The insurance company makes a settlement offer. You’re exhausted from the legal process, stressed about medical bills, and ready to be done with everything. The offer seems reasonable enough. Why is your attorney recommending you reject it and continue negotiating?
Our friends at The Law Office of Elliott Kanter APC sometimes advise clients to refuse settlement offers that seem tempting on the surface. A personal injury lawyer evaluates proposals against comprehensive damage calculations and strategic considerations that most clients don’t see, and sometimes the smartest financial decision is patience rather than immediate resolution.
The Offer Doesn’t Cover Your Medical Expenses
This seems obvious, but it happens regularly. Settlement offers that don’t even cover documented medical bills already incurred are clearly inadequate, yet insurance companies make them hoping you don’t do the math.
If your medical expenses total $75,000 and they’re offering $50,000, you’d be paying $25,000 of your own bills plus giving up any compensation for lost wages, pain and suffering, or future medical needs. That’s not a settlement. That’s accepting financial loss.
We reject these offers immediately and explain to insurance companies why their proposals don’t reflect basic damage calculations.
You Haven’t Reached Maximum Medical Improvement
Settling before completing treatment means accepting compensation without knowing your future medical needs or permanent limitations. According to the American Medical Association, premature settlement decisions frequently result in inadequate compensation for long-term care requirements.
Your shoulder might require surgery. Your back pain might be permanent. That concussion could have lasting cognitive effects. Accepting settlement before these questions are answered means gambling that your condition won’t worsen or require expensive future treatment.
We recommend waiting even when you need money now, because settling too early typically costs far more than waiting for proper medical assessment.
The Offer Ignores Future Damages
Insurance companies focus on past medical bills and current lost wages. They minimize or ignore future medical expenses, reduced earning capacity, and long-term pain management needs.
Your case includes substantial future damages that the offer doesn’t address:
- Additional surgeries your doctor says you’ll need
- Decades of ongoing physical therapy
- Permanent disability affecting earning capacity
- Lifetime pain management requirements
- Future medical equipment and modifications
Accepting offers that ignore these future costs means you’ll pay them out of pocket from inadequate settlement funds.
Liability Is Clearer Than the Offer Suggests
Sometimes insurance companies make lowball offers claiming liability is disputed when evidence clearly establishes their insured’s fault. Police reports support your version. Witnesses corroborate your account. Physical evidence proves what happened.
When liability is genuinely clear despite insurance company posturing, we reject inadequate offers and prepare for litigation if necessary. Strong liability cases command fair settlements, and accepting less means letting insurance companies profit from false liability disputes.
The Offer Reflects Manipulation Rather Than Case Value
Insurance adjusters use tactics to pressure settlements. They claim the offer expires in 48 hours. They suggest this is their absolute final number. They imply you’re being unreasonable by not accepting immediately.
We recognize these pressure tactics because we see them constantly. When offers are accompanied by artificial urgency or manipulation, we often recommend rejection on principle because genuine good faith negotiations don’t involve these games.
Comparable Cases Settle for Significantly More
We know local jury verdict trends and settlement patterns for similar injuries. When offers fall substantially below what comparable cases recover, we recommend rejection and continued negotiation.
If similar injuries in your jurisdiction routinely settle for $200,000 and they’re offering $75,000, something is wrong. Either they’re hoping you don’t understand case value, or they’re testing whether you’ll accept lowball amounts without fighting back.
The Insurance Company Has More Coverage Available
Investigation sometimes reveals additional insurance policies or coverage layers the initial offer doesn’t reflect. Umbrella policies. Commercial coverage. Multiple liable parties with separate insurance.
When we know additional coverage exists that the offer doesn’t tap into, rejection makes sense because you’re leaving available money unclaimed.
Trial Risk Is Favorable
If trial would likely produce substantially higher awards even accounting for litigation costs and uncertainty, rejecting settlement and proceeding to court makes financial sense.
We evaluate trial risk honestly. Some cases should settle because trial outcomes are uncertain. Others should proceed to litigation because the evidence strongly favors higher jury awards than insurance companies offer in settlement.
Understanding Strategic Rejection
Rejecting settlement offers isn’t about being greedy or unreasonable. It’s about refusing to accept less than your case is worth and avoiding premature decisions that leave you financially responsible for damages someone else caused.
If your attorney has recommended rejecting a settlement offer and you’re questioning that advice, discussing the specific reasons why the offer is inadequate can help you understand whether patience and continued negotiation make better financial sense than accepting immediate but insufficient compensation.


→ **What the exercise asks**:
Report how many lines in the records that follow have the word "strip" in them, giving the number and nothing more.

(Figure content listings)

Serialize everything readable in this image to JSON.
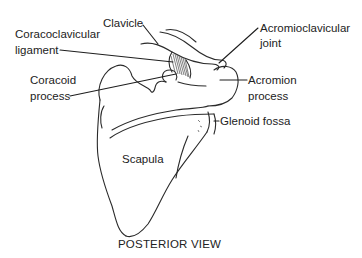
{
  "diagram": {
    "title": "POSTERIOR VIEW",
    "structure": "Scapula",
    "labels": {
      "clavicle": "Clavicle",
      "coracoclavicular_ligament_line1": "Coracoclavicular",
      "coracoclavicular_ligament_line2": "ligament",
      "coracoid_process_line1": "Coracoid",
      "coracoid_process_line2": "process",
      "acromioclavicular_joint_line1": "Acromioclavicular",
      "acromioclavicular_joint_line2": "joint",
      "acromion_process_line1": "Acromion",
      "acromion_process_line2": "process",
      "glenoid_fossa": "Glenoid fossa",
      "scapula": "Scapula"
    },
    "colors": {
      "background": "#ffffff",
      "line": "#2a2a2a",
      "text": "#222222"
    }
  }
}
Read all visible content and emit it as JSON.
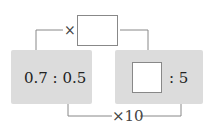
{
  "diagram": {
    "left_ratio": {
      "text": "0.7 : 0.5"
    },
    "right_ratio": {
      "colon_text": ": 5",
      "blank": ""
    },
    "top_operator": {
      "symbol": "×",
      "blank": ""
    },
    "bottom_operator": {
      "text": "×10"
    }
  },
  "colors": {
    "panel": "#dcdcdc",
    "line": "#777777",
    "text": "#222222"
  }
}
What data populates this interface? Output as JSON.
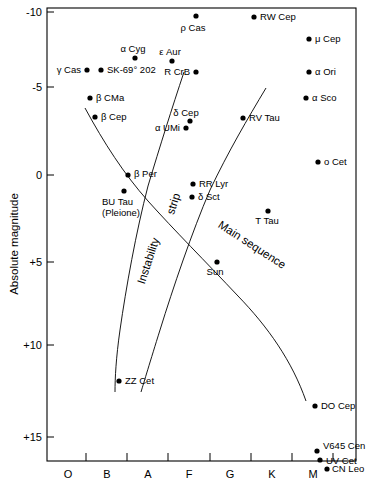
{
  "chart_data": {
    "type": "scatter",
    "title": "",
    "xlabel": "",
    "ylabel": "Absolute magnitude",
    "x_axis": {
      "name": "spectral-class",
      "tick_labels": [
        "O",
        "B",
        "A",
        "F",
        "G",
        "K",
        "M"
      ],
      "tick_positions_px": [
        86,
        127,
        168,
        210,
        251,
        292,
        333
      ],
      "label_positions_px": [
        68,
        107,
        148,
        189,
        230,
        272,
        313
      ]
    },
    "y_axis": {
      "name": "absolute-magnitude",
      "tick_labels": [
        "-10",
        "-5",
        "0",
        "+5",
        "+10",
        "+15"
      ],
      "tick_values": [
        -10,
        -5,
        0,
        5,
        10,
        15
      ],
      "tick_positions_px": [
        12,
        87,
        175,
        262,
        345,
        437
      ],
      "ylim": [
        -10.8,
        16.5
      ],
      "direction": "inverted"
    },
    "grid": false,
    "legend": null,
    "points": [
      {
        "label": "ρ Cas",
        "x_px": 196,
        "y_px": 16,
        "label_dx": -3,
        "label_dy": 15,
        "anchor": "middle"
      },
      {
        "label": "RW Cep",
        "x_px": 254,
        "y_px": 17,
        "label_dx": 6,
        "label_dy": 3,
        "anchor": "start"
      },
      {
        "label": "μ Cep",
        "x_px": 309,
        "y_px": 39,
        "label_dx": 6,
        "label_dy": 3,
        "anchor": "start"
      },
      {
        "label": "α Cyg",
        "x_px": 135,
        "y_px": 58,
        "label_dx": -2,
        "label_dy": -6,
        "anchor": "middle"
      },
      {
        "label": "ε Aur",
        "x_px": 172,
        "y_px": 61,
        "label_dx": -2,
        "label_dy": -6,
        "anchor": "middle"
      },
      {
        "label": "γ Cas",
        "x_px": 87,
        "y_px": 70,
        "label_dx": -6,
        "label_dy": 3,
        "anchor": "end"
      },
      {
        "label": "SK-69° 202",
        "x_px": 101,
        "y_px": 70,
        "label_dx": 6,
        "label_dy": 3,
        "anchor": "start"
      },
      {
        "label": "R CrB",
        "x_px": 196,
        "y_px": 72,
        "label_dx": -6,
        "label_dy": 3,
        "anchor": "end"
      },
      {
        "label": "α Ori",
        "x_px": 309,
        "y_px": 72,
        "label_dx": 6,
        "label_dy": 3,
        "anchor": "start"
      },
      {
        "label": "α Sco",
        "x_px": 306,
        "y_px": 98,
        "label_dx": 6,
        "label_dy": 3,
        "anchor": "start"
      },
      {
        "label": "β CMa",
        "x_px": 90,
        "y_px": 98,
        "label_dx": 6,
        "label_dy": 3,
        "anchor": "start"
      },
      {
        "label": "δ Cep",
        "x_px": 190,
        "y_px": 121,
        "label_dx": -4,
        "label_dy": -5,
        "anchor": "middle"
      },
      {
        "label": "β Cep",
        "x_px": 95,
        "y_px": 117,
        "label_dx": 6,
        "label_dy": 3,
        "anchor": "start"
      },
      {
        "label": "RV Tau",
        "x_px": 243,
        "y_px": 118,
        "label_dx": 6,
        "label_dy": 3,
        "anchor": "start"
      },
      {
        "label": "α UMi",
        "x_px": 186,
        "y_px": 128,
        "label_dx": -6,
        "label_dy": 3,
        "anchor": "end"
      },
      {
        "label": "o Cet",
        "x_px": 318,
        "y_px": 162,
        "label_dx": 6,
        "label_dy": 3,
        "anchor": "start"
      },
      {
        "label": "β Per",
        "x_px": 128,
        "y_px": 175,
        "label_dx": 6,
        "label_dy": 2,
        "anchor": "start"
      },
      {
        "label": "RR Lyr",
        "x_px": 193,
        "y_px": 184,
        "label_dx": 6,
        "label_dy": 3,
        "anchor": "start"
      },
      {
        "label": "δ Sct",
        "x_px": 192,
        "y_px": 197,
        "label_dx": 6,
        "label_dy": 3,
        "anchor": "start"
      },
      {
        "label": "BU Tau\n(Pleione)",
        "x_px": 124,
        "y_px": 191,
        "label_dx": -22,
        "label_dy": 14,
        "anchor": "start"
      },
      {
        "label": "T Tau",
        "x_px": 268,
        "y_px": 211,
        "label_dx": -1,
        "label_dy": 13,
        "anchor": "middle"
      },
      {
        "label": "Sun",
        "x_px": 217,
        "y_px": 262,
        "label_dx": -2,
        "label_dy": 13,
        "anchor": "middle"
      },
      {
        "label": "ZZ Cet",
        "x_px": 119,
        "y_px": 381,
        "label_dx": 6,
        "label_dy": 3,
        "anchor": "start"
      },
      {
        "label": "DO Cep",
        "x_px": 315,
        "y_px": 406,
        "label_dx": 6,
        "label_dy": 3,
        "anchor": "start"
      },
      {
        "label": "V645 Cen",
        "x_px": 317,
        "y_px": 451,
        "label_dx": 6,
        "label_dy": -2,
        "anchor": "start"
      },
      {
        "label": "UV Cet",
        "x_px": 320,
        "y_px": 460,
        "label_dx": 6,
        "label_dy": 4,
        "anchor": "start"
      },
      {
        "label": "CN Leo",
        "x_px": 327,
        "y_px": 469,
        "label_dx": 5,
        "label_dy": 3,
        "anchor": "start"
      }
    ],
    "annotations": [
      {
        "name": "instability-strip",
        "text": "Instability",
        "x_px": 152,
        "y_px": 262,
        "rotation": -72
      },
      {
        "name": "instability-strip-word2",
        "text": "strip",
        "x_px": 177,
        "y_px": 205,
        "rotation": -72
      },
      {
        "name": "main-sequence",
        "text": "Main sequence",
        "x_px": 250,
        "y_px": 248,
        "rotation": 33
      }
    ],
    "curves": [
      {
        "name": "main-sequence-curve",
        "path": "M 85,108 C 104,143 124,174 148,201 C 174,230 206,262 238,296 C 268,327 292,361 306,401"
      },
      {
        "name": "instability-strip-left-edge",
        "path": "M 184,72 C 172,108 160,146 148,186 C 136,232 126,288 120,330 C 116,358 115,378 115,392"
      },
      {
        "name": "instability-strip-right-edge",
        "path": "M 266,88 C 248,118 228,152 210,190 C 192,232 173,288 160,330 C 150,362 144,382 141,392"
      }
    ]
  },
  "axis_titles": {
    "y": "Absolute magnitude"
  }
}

→ **Your response**:
5